Laymon learned that Murph, too, had lied and run away from him as well because there is no model of how to be old, Black, and lonely. There is a lineage of Black individuals being left to clean up and repair the messes created by the worst of white families. This is not fair, Laymon said, because Black people have messes of their own too.

“Every time we run away from an abusive mess, a negligent mess, a lethal mess we helped create, we leave something essential for someone targeted for premature death to clean up,” Laymon said.

Laymon goes on to write about how his family and friends have shown him the importance of repairing and restoring the relationships in his life.

“Repair what you helped break, my Grandmama taught me. Restore what responsibly loved you, I learned from Gunn,” Laymon said. “And revise, revise, revise with your family and friends. Collective freedom is impossible without interpersonal repair.”

The lessons Murph taught Laymon inspired him to write this piece on Black friendship and its importance in his life, instead of answering the original question about white America. 

“I decided I’d rather write to us and for us about the paradoxes of revision, restoration, and repair in our friendships,” Laymon said. “Instead of explaining something that has already been explained and making a spectacle of Black death, I decided to write something that makes me feel good about a man from Winona, Mississippi, who has loved me whole and halted my premature death.”

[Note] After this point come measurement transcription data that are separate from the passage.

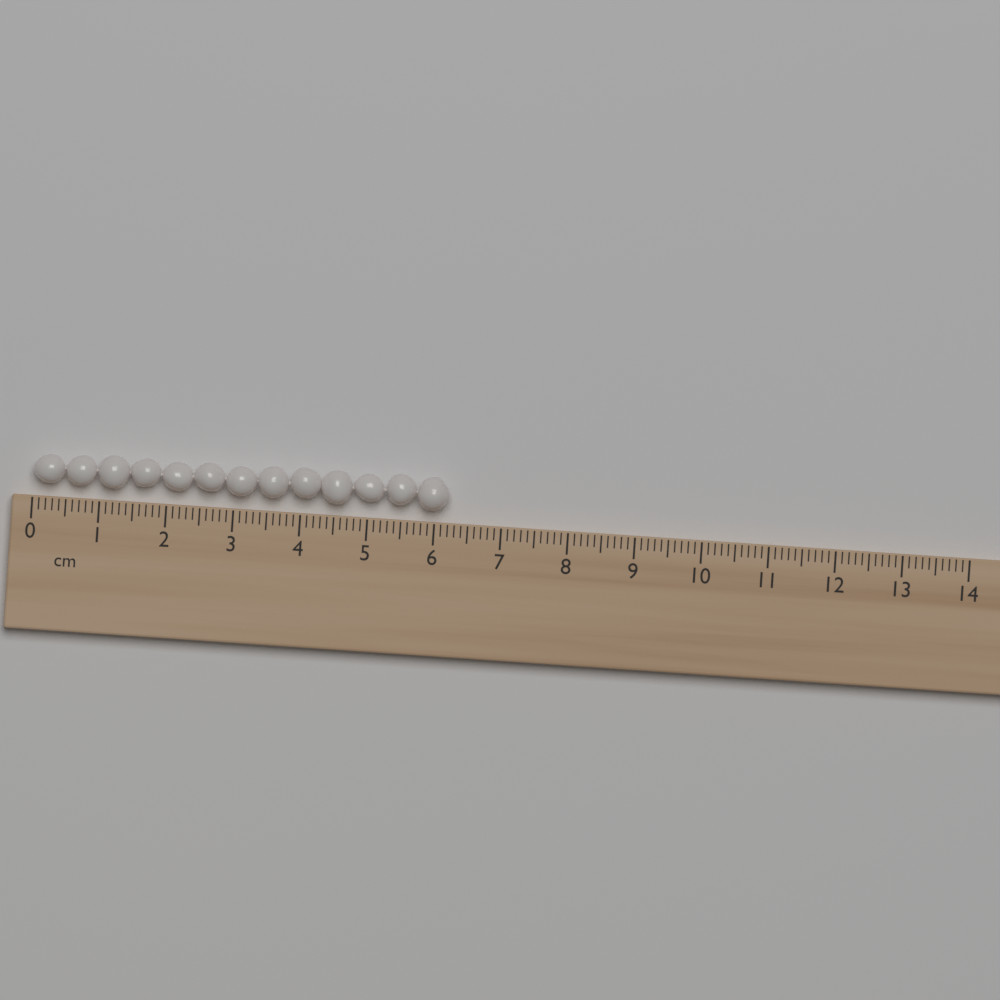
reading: 6.2 cm
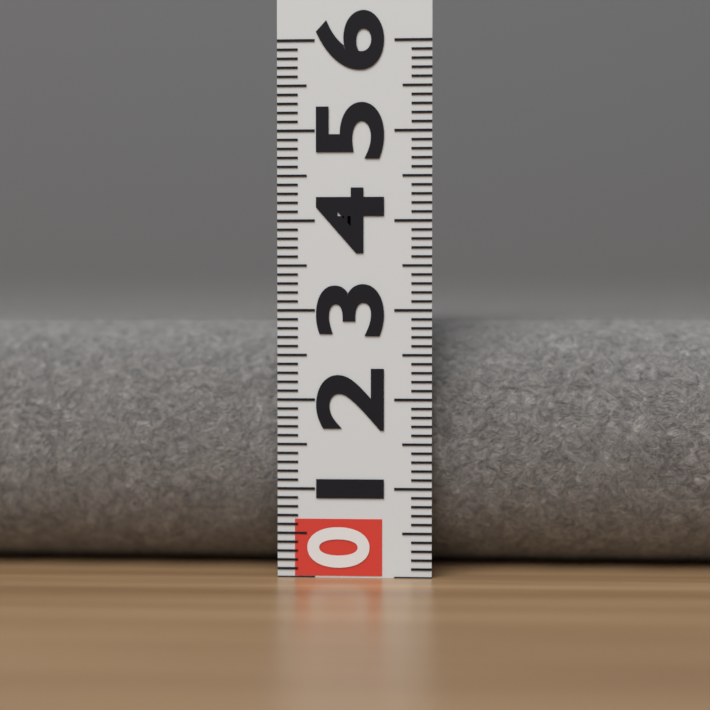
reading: 2.9 (no unit)
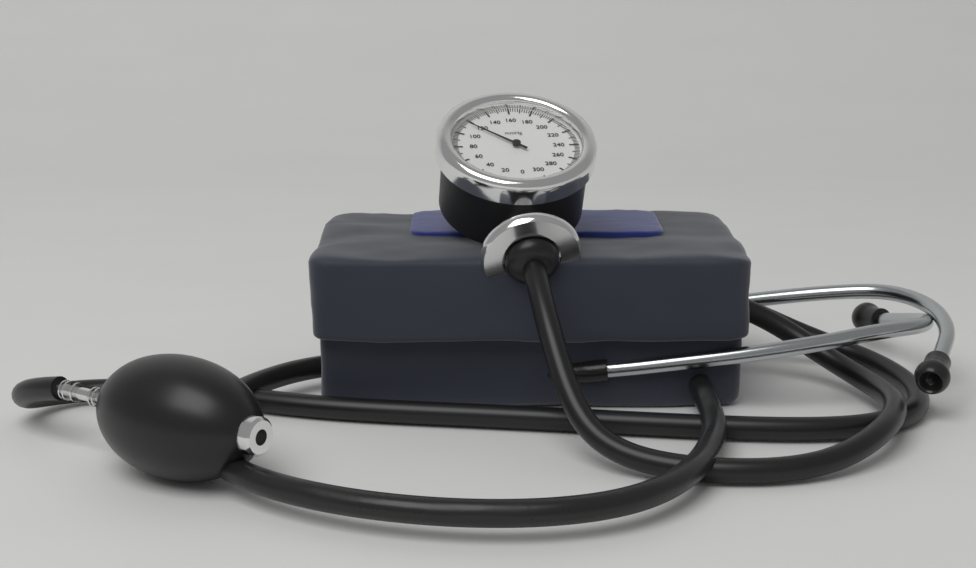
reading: 116 mmHg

The questions and answers section touched on Laymon’s relationship with his body and the importance of Black Male Studies for boys growing up in the 21st century.

“So much of what we’re doing this weekend is talking about the necessity of Black Male Studies and my hope is that, when that becomes modeled all over the country and all over the world, that we think about not just the damage done to Black boys and our bodies, but the damage we do as Black boys to our bodies and to the bodies of Black friends and other Black boys,” Laymon said.

Afterwards, Jennifer Stacy, a member of the Council of Descendant Advisors at James Monroe’s Highland and panelist at the Symposium, shared what Laymon’s talk meant to her.

“It just opened me up and made me remember my own experiences, and I think that’s what it’s going to take,” Stacy said. “Sharing, giving people permission to feel the feelings that they feel in order to take the step that they need to take to be healed.”

Upcoming Lemon Project events include the dedication of Hearth: Memorial to the Enslaved on May 7 and the Donning of the Kente during commencement weekend. In the meantime, the Lemon Project will continue to do research on the College’s relationship with slavery and start planning the next Symposium.

“I think we’re going to do a more local focus. We always have more research to do,” Thomas said. “William and Mary owned enslaved people for longer than it hasn’t owned enslaved people. We have a lot of history that we’re still uncovering.”